After realizing that the Black newspapers where he placed his ads needed better media coverage, Barnett founded the Associated Negro Press (ANP) in 1919. Its mission was to provide Black Americans with a reliable stream of news, especially news from inside their communities. He assembled a group of Black reporters called ‘stringers’ who provided stories and allowed Barnett to charge newspaper publishers for the latest scoop.

The success of the ANP catapulted Barnett’s career and reputation, allowing him to serve as a consultant to the United States Department of Agriculture during the 1930s. He subsequently received numerous awards including; an honorary doctorate from Tuskegee University, the Chevalier Order of Honor and Merit from Paul Eugene Magloire, President of Haiti, and the honorary title Commander of the Order of Star of Africa from Liberian President William V. S. Tubman.

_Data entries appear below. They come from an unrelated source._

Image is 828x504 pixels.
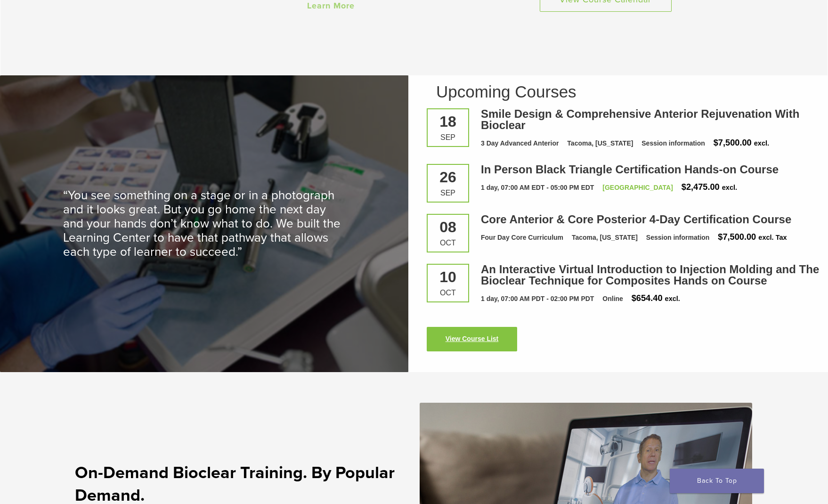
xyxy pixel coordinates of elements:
[435,170,461,184] div: 26
[481,138,559,148] div: 3 Day Advanced Anterior
[670,469,764,492] a: Back To Top
[646,232,709,242] div: Session information
[435,189,461,197] div: Sep
[63,189,345,259] p: “You see something on a stage or in a photograph and it looks great. But you go home the next day...
[602,294,623,304] div: Online
[567,138,633,148] div: Tacoma, [US_STATE]
[572,232,638,242] div: Tacoma, [US_STATE]
[713,138,751,147] span: $7,500.00
[427,327,517,351] a: View Course List
[481,263,819,287] a: An Interactive Virtual Introduction to Injection Molding and The Bioclear Technique for Composite...
[754,139,769,147] span: excl.
[435,133,461,141] div: Sep
[758,233,786,241] span: excl. Tax
[435,219,461,235] div: 08
[718,232,755,241] span: $7,500.00
[435,114,461,129] div: 18
[307,1,354,11] a: Learn More
[435,269,461,284] div: 10
[631,293,662,302] span: $654.40
[681,182,719,192] span: $2,475.00
[641,138,705,148] div: Session information
[481,294,594,304] div: 1 day, 07:00 AM PDT - 02:00 PM PDT
[602,184,673,191] a: [GEOGRAPHIC_DATA]
[665,295,680,302] span: excl.
[481,163,779,175] a: In Person Black Triangle Certification Hands-on Course
[481,107,799,131] a: Smile Design & Comprehensive Anterior Rejuvenation With Bioclear
[481,183,594,193] div: 1 day, 07:00 AM EDT - 05:00 PM EDT
[435,289,461,296] div: Oct
[481,232,564,242] div: Four Day Core Curriculum
[481,212,791,226] a: Core Anterior & Core Posterior 4-Day Certification Course
[435,239,461,246] div: Oct
[436,83,812,100] h2: Upcoming Courses
[722,184,737,191] span: excl.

🎥 One Tenth of a Nation. The Press. Ruby Dandridge, Kwame Nkrumah, Alice Allison Dunnigan. 1953. Courtesy of Library of Congress, Motion Picture, Broadcasting, and Recorded Sound Division.

09/15/2023

in 1963, a bomb planted by the Ku Klux Klan ripped through the 16th Street Baptist Church, in Birmingham, Alabama, killing 4 little girls—11-year-old Carol Denise McNair, and 14-year-olds Carole Robertson, Cynthia Diane Wesley and Addie Mae Collins—and injuring several others.

This atrocity marked the third bombing in 11 days in Birmingham, Alabama, following the federal court order integrating Alabama schools. Shards from the church's stained-glass window are on display in our exhibition "Defending Freedom, Defining Freedom: The Era of Segregation" as a reminder of this tragic incident.

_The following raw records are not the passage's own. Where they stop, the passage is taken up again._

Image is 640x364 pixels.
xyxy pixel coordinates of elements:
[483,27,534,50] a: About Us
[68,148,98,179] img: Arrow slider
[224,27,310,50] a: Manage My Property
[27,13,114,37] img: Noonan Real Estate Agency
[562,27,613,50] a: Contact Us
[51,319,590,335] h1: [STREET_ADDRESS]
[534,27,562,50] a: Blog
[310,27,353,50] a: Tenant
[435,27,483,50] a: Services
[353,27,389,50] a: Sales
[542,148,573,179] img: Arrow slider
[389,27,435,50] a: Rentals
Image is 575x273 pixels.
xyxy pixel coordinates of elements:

Racially motivated attacks on Black people, their homes and their churches grew so common that the city was referred to as “Bombingham.” African American civil rights activists made Birmingham a focal point of their desegregation campaign.

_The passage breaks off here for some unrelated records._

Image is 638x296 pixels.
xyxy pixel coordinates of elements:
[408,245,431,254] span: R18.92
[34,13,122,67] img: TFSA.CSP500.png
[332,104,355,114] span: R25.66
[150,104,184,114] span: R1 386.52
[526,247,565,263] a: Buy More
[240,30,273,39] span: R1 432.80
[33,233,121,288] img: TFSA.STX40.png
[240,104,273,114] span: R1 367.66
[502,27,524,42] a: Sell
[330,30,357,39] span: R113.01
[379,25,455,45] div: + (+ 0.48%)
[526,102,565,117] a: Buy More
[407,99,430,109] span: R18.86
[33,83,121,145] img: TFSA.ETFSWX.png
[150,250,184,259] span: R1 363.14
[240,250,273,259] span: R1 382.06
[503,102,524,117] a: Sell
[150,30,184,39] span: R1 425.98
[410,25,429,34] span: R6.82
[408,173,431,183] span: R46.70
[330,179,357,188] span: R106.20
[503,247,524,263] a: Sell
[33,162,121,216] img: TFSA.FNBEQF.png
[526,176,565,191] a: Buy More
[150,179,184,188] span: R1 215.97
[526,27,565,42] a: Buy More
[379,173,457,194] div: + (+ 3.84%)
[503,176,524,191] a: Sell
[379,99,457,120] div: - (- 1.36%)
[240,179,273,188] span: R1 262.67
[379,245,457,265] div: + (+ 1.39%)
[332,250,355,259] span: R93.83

Learn more: s.si.edu/3iz7qHs

📸 1.2.3.4. Courtesy of Unknown author, CC BY-SA 4.0, via Wikimedia Commons 5. Stained glass rosette shard from the 16th Street Baptist Church. Collection of the Smithsonian National Museum of African American History and Culture, Gift of the Family of Rev. Norman C. "Jim" Jimerson and Melva Brooks Jimerson 6. The damaged interior of the church is shown in the immediate aftermath of the bombing of the Sixteenth Street Baptist Church in Birmingham. Courtesy of Tom Self/Birmingham News, CC BY-SA 4.0, via Wikimedia Commons

  in 1921, attorney and civil rights activist Constance Baker Motley was born in New Haven, Connecticut. She was the 9th...
09/14/2023

in 1921, attorney and civil rights activist Constance Baker Motley was born in New Haven, Connecticut. She was the 9th of 12 children born to immigrant parents from the Caribbean Island, Nevis.

Motley graduated from New York University in 1943 and attended Columbia Law School. She was the first Black female attorney to work for the NAACP’s Legal Defense Fund (LDF), as well as the first Black woman to argue a case before the Supreme Court. She would become a key architect of the fight for desegregation in the South. From 1945 to 1964, Motley worked on all major school desegregation cases brought by LDF. She wrote the original complaint in Brown v. Board of Education and crafted litigation that integrated several universities, including James Meredith’s entrance into the University of Mississippi, which effectively integrated the public university.

Motley, however, claimed her greatest professional achievement was the reinstatement of 1,100 Black children in Birmingham who had been expelled from school for taking part in public demonstrations in 1963. Baker is celebrated as a lawyer “who took no prisoners,” and who won pivotal cases related to the rights of citizens to counsel, due process, and equality. She was awarded the Presidential Citizens Medal in 2001.